When we first looked at the report of the bigfoot genome, it was an odd mixture of things: standard methods and reasonable looking data thrown in with unusual approaches and data that should have raised warning flags for any biologist. We just couldn't figure out the logic of why certain things were done or the reasoning behind some of the conclusions the authors reached. So, we spent some time working with the reported genome sequences themselves and talked with the woman who helped put the analysis together, Dr. Melba Ketchum. While it didn't answer all of our questions, it gave us a clearer picture of how the work came to be.
The biggest clarification made was what the team behind the results considered their scientific reasoning, which makes sense of how they ran past warning signs that they were badly off track.

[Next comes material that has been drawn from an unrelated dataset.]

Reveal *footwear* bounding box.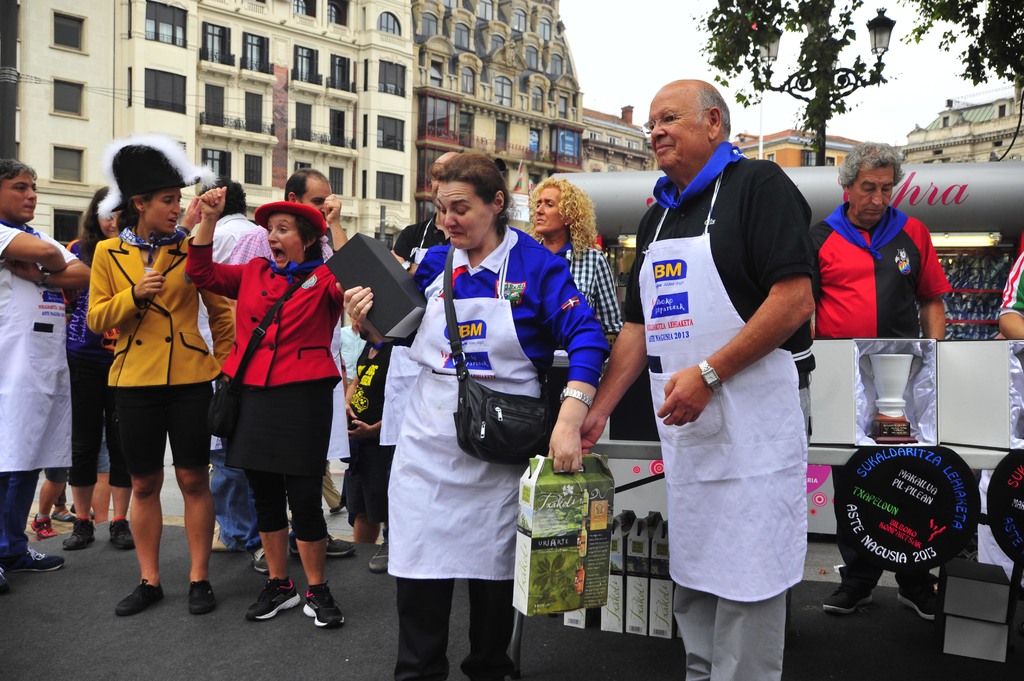
Revealed: select_region(70, 503, 95, 523).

It provided an indication of what motivated them to push the results into a publication that they knew would cause them grief.
Melba Ketchum and the bigfoot genome
The public face of the bigfoot genome has been Melba Ketchum, a Texas-based forensic scientist. It was Ketchum who first announced that a genome was in the works, and she was the lead author of the paper that eventually described it. That paper became the one and only publication of the online journal De Novo; it's still the only one to appear there.

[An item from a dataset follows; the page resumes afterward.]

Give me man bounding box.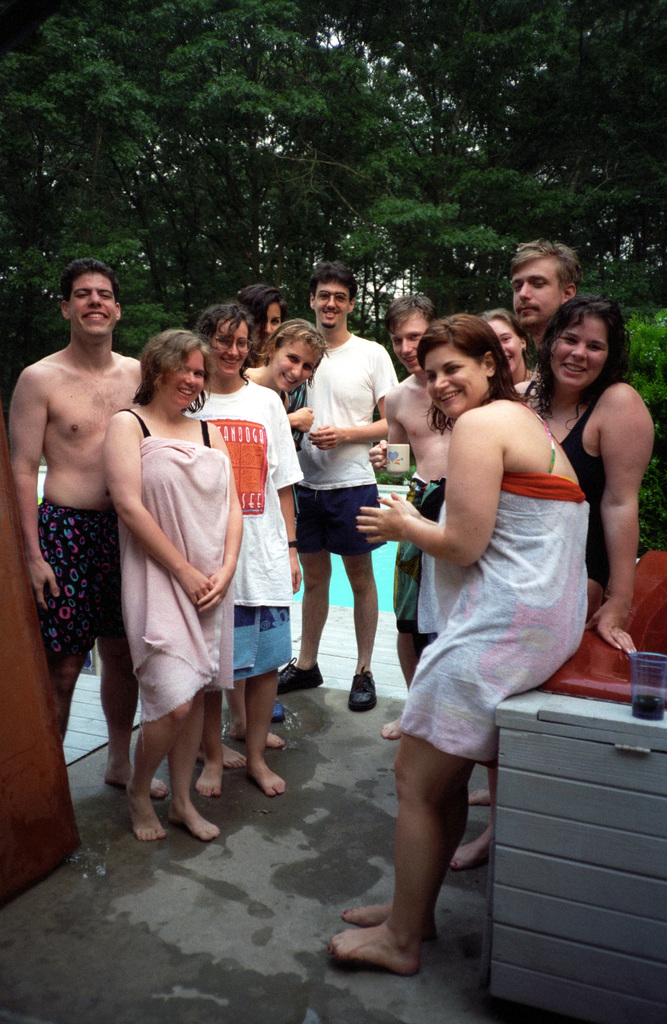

The paper itself is an odd mix of things. There's a variety of fairly standard molecular techniques mixed in with a bit of folklore and a link to a YouTube video that reportedly shows a sleeping Sasquatch. In some ways, the conclusions of the paper are even odder than the video. They suggest that bigfeet aren't actually an unidentified species of ape as you might have assumed. Instead, the paper claims that bigfeet are hybrids, the product of humans interbreeding with a still unknown species of hominin.